The buzzing, ringing, chiming and dinging of cellphones will become rare sounds next school year.
Cellphones are officially going to be prohibited during the school day for grades six to 11 starting at the beginning of the 2025-26 school year.
Seniors will have a slightly different policy as they will be allowed to use their phones, but only while in the Senior Den.
While the limitation of phone use is guaranteed, many details of the policy are yet to be finalized. Administrators and teachers in the upper school phone policy working group are still considering how to enforce the policy, what exceptions are necessary and which specific devices such as smartwatches should or shouldn’t be allowed.
For now, Head of School Albert Throckmorton said Yondr pouches, magnetic phone-locking bags, are looking like a real possibility. Students would lock their phones in the pouches in the morning, carry the pouch with them throughout the school day and unlock their phones using a magnet as they left.
“[With the Yondr pouch], you’re not worried about somebody taking your phone or something like that,” Throckmorton said. “If there were ever a catastrophe, you can cut open your Yondr pouch and get your phone back.”
Overall, the new phone policy aims to protect the mental health of students during school hours, according to Throckmorton. By decreasing phone usage, the school aims to decrease the negativity spread online that causes stress during the day.
“[The policy] really is about general health,” Throckmorton said. “We recognize the effects of being immersed in your phone and social media all day. It’s probably buzzing and dinging and telling you things and giving you reasons to be upset, happy or distracted. This adds another curriculum that we’re being asked to manage.”
Many other schools around the country have already introduced updated phone policies. Currently, at least 19 states have passed laws banning or restricting students’ cellphones in publicly funded schools. Other Memphis private schools including Hutchison School and St. Benedict at Auburndale restricted phone usage at the start of the 2024-25 school year.
A year later, St. Mary’s is implementing a new phone policy of their own. Throckmorton attributes the year-long wait to a longer research period compared to other schools, which dedicated more time to education on the topic and consultation with community stakeholders.
“We’ve had faculty work groups on this, we’ve had parent book clubs on this, and we’ve had the AP Psychology [students] do the research,” Throckmorton said. “We’ve been trying to look at other things and just do all our due diligence on it.”
One of the AP Psychology students involved in these conversations was junior Elizabeth Scott, who presented the students’ perspective on phone policies to the administration, following a survey of the student body. She said students’ opinions were roughly split on having increased restrictions on phones.
For herself, Scott is concerned that the new ban may interfere with students learning how to regulate their phone usage before they go to college.
“I think that it’s ultimately doing us a disservice if you’re not even teaching anyone how to regulate phones for themselves,” she said. “We want St. Mary’s to be a good, healthy, flourishing community, and if no phones is the way to do that, cool. But how are we going to be able to be members of a flourishing, successful community later, if we’re like, ‘oh my gosh, what is this? I can be on my phone all the time’ instead of learning how to regulate it now.”

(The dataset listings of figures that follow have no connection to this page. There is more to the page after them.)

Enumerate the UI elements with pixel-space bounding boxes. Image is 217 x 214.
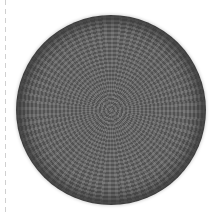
dashed-guide-line bbox=[5, 0, 6, 214]
crocheted-cap: crocheted round cap (kippah) in dark gra… bbox=[16, 15, 206, 205]
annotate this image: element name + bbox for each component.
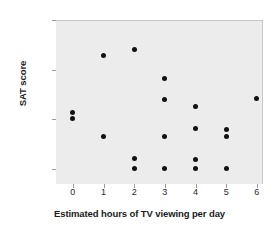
x-axis-tick-label: 6: [245, 188, 269, 197]
data-point: [224, 166, 229, 171]
data-point: [162, 76, 167, 81]
data-point: [193, 157, 198, 162]
data-point: [254, 96, 259, 101]
x-axis-tick-label: 5: [214, 188, 238, 197]
x-axis-title: Estimated hours of TV viewing per day: [0, 208, 279, 219]
y-axis-title: SAT score: [17, 34, 28, 134]
data-point: [101, 53, 106, 58]
x-axis-tick-label: 3: [153, 188, 177, 197]
data-point: [132, 166, 137, 171]
data-point: [101, 134, 106, 139]
scatter-plot-figure: SAT score 400500600700 0123456 Estimated…: [0, 0, 279, 232]
x-axis-tick-mark: [196, 184, 197, 188]
x-axis-tick-mark: [104, 184, 105, 188]
data-point: [193, 166, 198, 171]
data-point: [162, 134, 167, 139]
x-axis-tick-mark: [165, 184, 166, 188]
data-point: [224, 134, 229, 139]
x-axis-tick-mark: [226, 184, 227, 188]
x-axis-tick-label: 1: [92, 188, 116, 197]
data-point: [70, 110, 75, 115]
plot-area: [56, 20, 263, 184]
data-point: [132, 156, 137, 161]
data-point: [162, 166, 167, 171]
x-axis-tick-label: 4: [184, 188, 208, 197]
x-axis-tick-label: 2: [122, 188, 146, 197]
x-axis-tick-label: 0: [61, 188, 85, 197]
x-axis-tick-mark: [257, 184, 258, 188]
data-point: [70, 116, 75, 121]
data-point: [224, 127, 229, 132]
data-point: [193, 104, 198, 109]
data-point: [162, 97, 167, 102]
data-point: [132, 47, 137, 52]
x-axis-tick-mark: [134, 184, 135, 188]
data-point: [193, 126, 198, 131]
x-axis-tick-mark: [73, 184, 74, 188]
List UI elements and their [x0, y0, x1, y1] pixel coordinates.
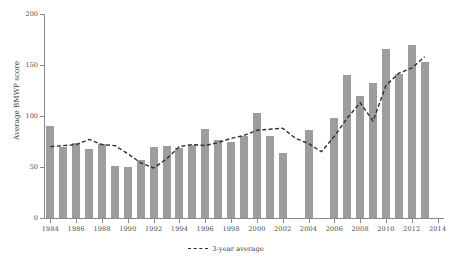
dashed-line-icon — [188, 248, 208, 249]
y-tick — [40, 218, 45, 219]
y-tick-label: 100 — [18, 112, 38, 120]
x-tick — [179, 219, 180, 223]
legend-label-3-year-average: 3-year average — [212, 245, 264, 253]
x-tick — [283, 219, 284, 223]
x-tick — [438, 219, 439, 223]
x-tick — [205, 219, 206, 223]
x-tick-label: 1992 — [145, 225, 162, 233]
x-tick-label: 1994 — [171, 225, 188, 233]
x-tick-label: 1996 — [197, 225, 214, 233]
x-tick-label: 2014 — [429, 225, 446, 233]
average-line-path — [50, 57, 424, 168]
x-tick-label: 2012 — [403, 225, 420, 233]
x-tick — [128, 219, 129, 223]
bmwp-score-chart: Average BMWP score 050100150200 19841986… — [0, 0, 452, 263]
three-year-average-line — [44, 14, 444, 218]
x-tick-label: 2006 — [326, 225, 343, 233]
x-tick — [154, 219, 155, 223]
x-tick-label: 1998 — [222, 225, 239, 233]
x-tick — [257, 219, 258, 223]
x-tick — [76, 219, 77, 223]
y-axis-title: Average BMWP score — [12, 21, 21, 181]
x-tick — [309, 219, 310, 223]
x-tick-label: 2004 — [300, 225, 317, 233]
x-tick-label: 1986 — [68, 225, 85, 233]
x-tick — [50, 219, 51, 223]
x-tick — [231, 219, 232, 223]
x-tick-label: 2008 — [351, 225, 368, 233]
x-axis-line — [44, 218, 444, 219]
x-tick-label: 1988 — [93, 225, 110, 233]
x-tick-label: 1984 — [42, 225, 59, 233]
x-tick — [386, 219, 387, 223]
y-tick-label: 50 — [18, 163, 38, 171]
x-tick — [334, 219, 335, 223]
y-tick-label: 200 — [18, 10, 38, 18]
x-tick-label: 2002 — [274, 225, 291, 233]
x-tick — [360, 219, 361, 223]
x-tick — [412, 219, 413, 223]
x-tick-label: 2000 — [248, 225, 265, 233]
y-tick-label: 0 — [18, 214, 38, 222]
y-tick-label: 150 — [18, 61, 38, 69]
x-tick-label: 2010 — [377, 225, 394, 233]
x-tick — [102, 219, 103, 223]
x-tick-label: 1990 — [119, 225, 136, 233]
chart-legend: 3-year average — [0, 243, 452, 253]
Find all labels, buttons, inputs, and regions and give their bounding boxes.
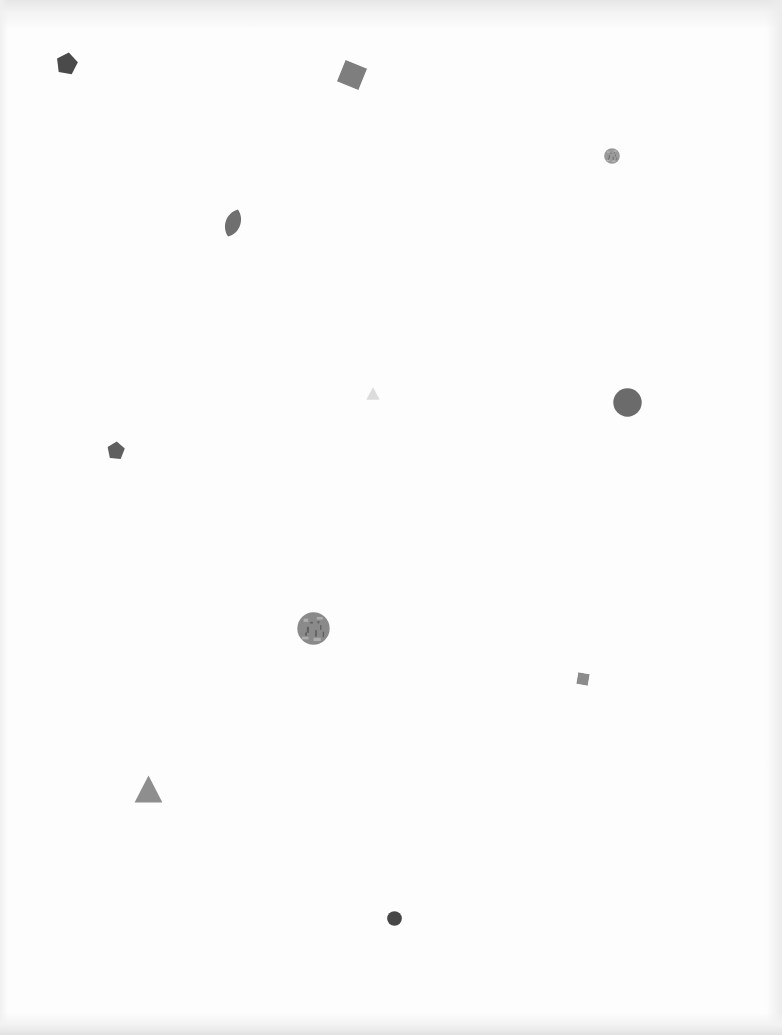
square-shape bbox=[336, 59, 367, 90]
circle-shape bbox=[297, 612, 330, 645]
scan-edge-left bbox=[0, 0, 8, 1035]
scanned-page bbox=[0, 0, 782, 1035]
leaf-shape bbox=[218, 205, 249, 241]
triangle-shape bbox=[366, 387, 380, 400]
triangle-shape bbox=[134, 775, 163, 803]
pentagon-shape bbox=[106, 440, 126, 460]
square-shape bbox=[576, 672, 590, 686]
pentagon-shape bbox=[54, 50, 79, 75]
scan-edge-bottom bbox=[0, 1013, 782, 1035]
circle-shape bbox=[613, 388, 642, 417]
circle-shape bbox=[387, 911, 402, 926]
circle-shape bbox=[604, 148, 620, 164]
scan-edge-right bbox=[766, 0, 782, 1035]
scan-edge-top bbox=[0, 0, 782, 30]
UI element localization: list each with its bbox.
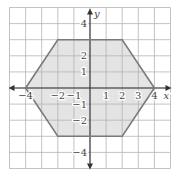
x-tick-label: −4: [18, 90, 33, 101]
y-axis-arrow-up-icon: [87, 9, 93, 15]
x-tick-label: 3: [135, 90, 141, 101]
x-tick-label: −2: [50, 90, 65, 101]
y-tick-label: −1: [72, 99, 87, 110]
y-tick-label: 4: [81, 18, 87, 29]
x-axis-label: x: [164, 90, 170, 101]
y-tick-label: −2: [72, 115, 87, 126]
x-tick-label: 4: [151, 90, 157, 101]
y-tick-label: −4: [72, 147, 87, 158]
y-tick-label: 2: [81, 50, 87, 61]
x-tick-label: 1: [103, 90, 109, 101]
x-tick-label: 2: [119, 90, 125, 101]
y-axis-label: y: [93, 8, 100, 19]
coordinate-plane: −4−2−11234421−1−2−4 x y: [0, 0, 174, 181]
y-tick-label: 1: [81, 66, 87, 77]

In addition to students, the phone policy focus groups included discussions with teachers. Emily Metz, upper school history teacher, participated in these conversations and raised concerns about students’ relationship with their phones and what teachers’ role in the enforcement of a policy would be.
“I am concerned about how distracted the girls are when they have access to their phones,” she said. “Phones are a hindrance to the academic day, and administrators were very concerned about not making teachers’ lives harder, not giving teachers one more task to do.”
Parents were also part of the discussions leading to the new policy. One of the objections to the phone policy arose from parents concerned for the safety of their children in the case of dangerous situations.
Throckmorton said he feels that the policy will instead improve security on campus.
“Our security plans depend on being able to keep students quiet, safe and calm, and in many ways, hidden,” Throckmorton said. “It is counterproductive to our security efforts if everyone is picking up their cellphone and not listening to the teacher’s instruction, and parents are flooding to the school prematurely.”
Throckmorton said he welcomes the conversations and responses that may stem from the now-official new phone policy.
“Everyone is entitled to their reaction and their opinions about [the phone policy],” Throckmorton said, “ I hope that anyone who really is concerned about it will do the research or … talk to people at other schools and see how it works.”